I had a real gold-star kind of day yesterday. I passed my word count goal, outlined today’s writing, did some development work on other projects, did laundry, practiced my choir music and worked on the piano, did some yoga, and went to bed early.
This morning I had a dentist appointment (no cavities, not even the flossing lecture!), which kind of threw my morning schedule off, but I should still get all my writing work done, though I also have grand plans to bake something using the ton of blueberries I bought because they were ridiculously cheap. I picked up some more on the way home from the dentist, so I should have enough for a pie. I’m thinking of making mini pies in the muffin tin and freezing some of them, so I can have blueberry pie whenever I want it. Not that I have that much room in my freezer. A space to put in a chest freezer is on my wish list for my dream house.
The dentist seemed to be in a late 1970s groove today, because that’s the music that was playing. It took me back to when I was living in Germany and listened to the Armed Forces Radio Network on a little transistor radio. Their FM station was more “easy listening” (basically elevator music), but they did play some current music on the AM station, and the dentist office music today was the kind of stuff they played — Supertramp, Steely Dan, Kansas, etc.
But the funny thing was, the bits of songs that jumped out at me weren’t because of hearing those songs as songs.
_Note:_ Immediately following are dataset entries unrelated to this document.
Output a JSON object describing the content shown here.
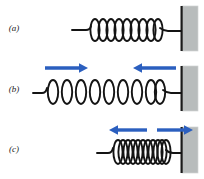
{
  "figure": {
    "type": "physics-diagram",
    "width": 204,
    "height": 179,
    "background_color": "#ffffff",
    "colors": {
      "spring_stroke": "#141414",
      "arrow_blue": "#2b5fbf",
      "wall_fill": "#b8bcbc",
      "wall_edge": "#1a1a1a",
      "label_text": "#1a1a1a"
    },
    "panels": [
      {
        "id": "a",
        "label": "(a)",
        "label_x": 14,
        "label_y": 31,
        "state": "relaxed",
        "coil_count": 9,
        "spring_start_x": 72,
        "spring_end_x": 176,
        "coil_span_x": [
          91,
          160
        ],
        "axis_y": 27,
        "lead_left_x": 72,
        "arrows": [],
        "wall": {
          "x": 182,
          "y": 6,
          "width": 16,
          "height": 45
        }
      },
      {
        "id": "b",
        "label": "(b)",
        "label_x": 14,
        "label_y": 92,
        "state": "stretched",
        "coil_count": 9,
        "spring_start_x": 33,
        "spring_end_x": 176,
        "coil_span_x": [
          46,
          163
        ],
        "axis_y": 89,
        "lead_left_x": 33,
        "arrows": [
          {
            "name": "left-arrow-right-pointing",
            "direction": "right",
            "x1": 45,
            "x2": 87,
            "y": 68
          },
          {
            "name": "right-arrow-left-pointing",
            "direction": "left",
            "x1": 176,
            "x2": 134,
            "y": 68
          }
        ],
        "wall": {
          "x": 182,
          "y": 66,
          "width": 16,
          "height": 45
        }
      },
      {
        "id": "c",
        "label": "(c)",
        "label_x": 14,
        "label_y": 152,
        "state": "compressed",
        "coil_count": 11,
        "spring_start_x": 97,
        "spring_end_x": 176,
        "coil_span_x": [
          114,
          166
        ],
        "axis_y": 152,
        "lead_left_x": 97,
        "arrows": [
          {
            "name": "left-arrow-left-pointing",
            "direction": "left",
            "x1": 147,
            "x2": 110,
            "y": 130
          },
          {
            "name": "right-arrow-right-pointing",
            "direction": "right",
            "x1": 157,
            "x2": 192,
            "y": 130
          }
        ],
        "wall": {
          "x": 182,
          "y": 127,
          "width": 16,
          "height": 46
        }
      }
    ]
  }
}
There was a thing they did on AFN that I don’t know if it was a syndicated thing, locally produced, or something someone did and released it as a comedy “song,” but they did “interviews” of various famous figures, using little clips of songs as the answers. Like, there was one that was interviewing some official about the energy crisis and asked what he was personally doing, and the answer was a clip of the line “I try to get undressed without the light” from the Kenny Rogers song “She Believes in Me.” There was also one that used a clip saying “take the long way home” from the Supertramp song.
So as I was lying there, having my teeth poked and prodded, individual lines of songs were jumping out at me as being interview answers, which reminded me of that thing I hadn’t thought about in years. I was a weird kid who read the newspaper, so I actually got the current affairs jokes (and in some cases, these “interview” segments made me look up info, so I was learning about current affairs from them), and I remember being really frustrated when I taped these things and played them for my friends or told my friends about them, and they didn’t get the joke.
Does anyone in my age bracket or older (remembering the late 70s) remember something like this? Was it just a couple of servicemen working at AFN goofing around, or was it a national thing?
4 comments:
I remember hearing some of those in the the late 60s or early 70s, when I was in middle school or high school. I heard them on the local top 40 (or, in those days, the "boss 30") AM radio station in central coastal California. So they must have been a "thing" not confined to armed forces radio.
Googled a bit and found this... not the particular one(s) I remember, but a good example of the technique:
https://70spop.wordpress.com/2013/11/30/mr-jaws-by-dickie-goodman-cash-1975/
I remember the Mr. Jaws one! I'm pretty sure that's the same guy who did all of the ones I remember.